Back

Marginalized Inventors and Trouble at the Patent Office

Join Northeastern Law’s Center for Law, Information and Creativity (CLIC) for a lunchtime presentation.
Featuring

Jordana Goodman
Assistant professor, Chicago-Kent College of Law

THURSDAY, FEBRUARY 29, 2024 1:00 PM • MOOT COURTROOM

Lunch will be served.

>> Download the flyer

Though the patent prosecution process may be perceived as culturally blind, it is constructed from an almost exclusively majoritarian viewpoint. As a result, inventors leveraging marginalized cultural capital to invent may be held to a different standard than those leveraging majority cultural capital. Structural and procedural aspects of the US patent prosecution system — including subject matter classification processes, unequal enablement evaluations and inequitable prior art searches — can deny equity to non-white, non-Christian and non-native-born US inventors who leverage their lived experiences to invent. 

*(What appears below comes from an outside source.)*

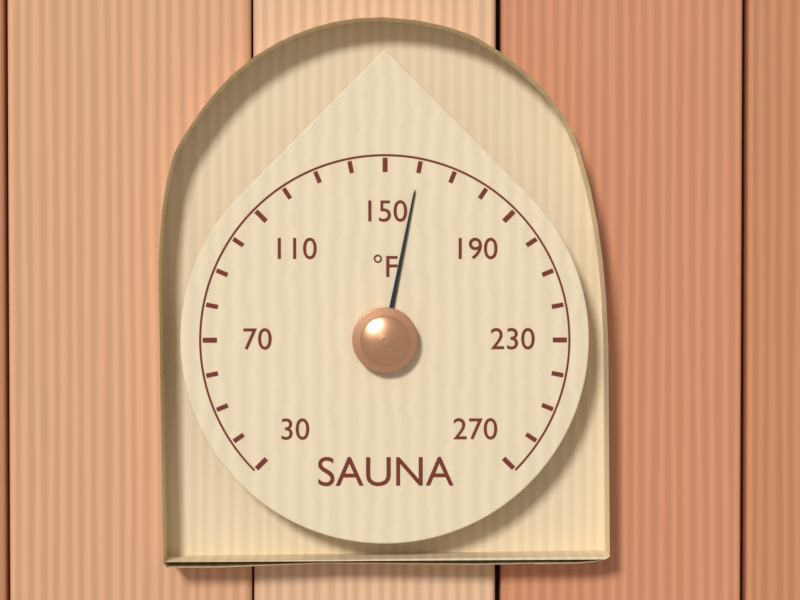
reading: 160 °F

This discussion highlights the inequities inventors from marginalized backgrounds may face in the patent prosecution process for inventions related to their culture, draws attention to the greater inequitable messaging of the patent system and proposes structural solutions at the USPTO to remedy these concerns. 

Biography:

Jordana Goodman joined Chicago-Kent College of Law as an assistant professor in 2023. Goodman is an expert on gender and race equity issues in STEM fields. She also works as an innovator in residence at MIT, studying issues surrounding diversity, equity and inclusion in intellectual property law by leveraging her background as a patent prosecutor.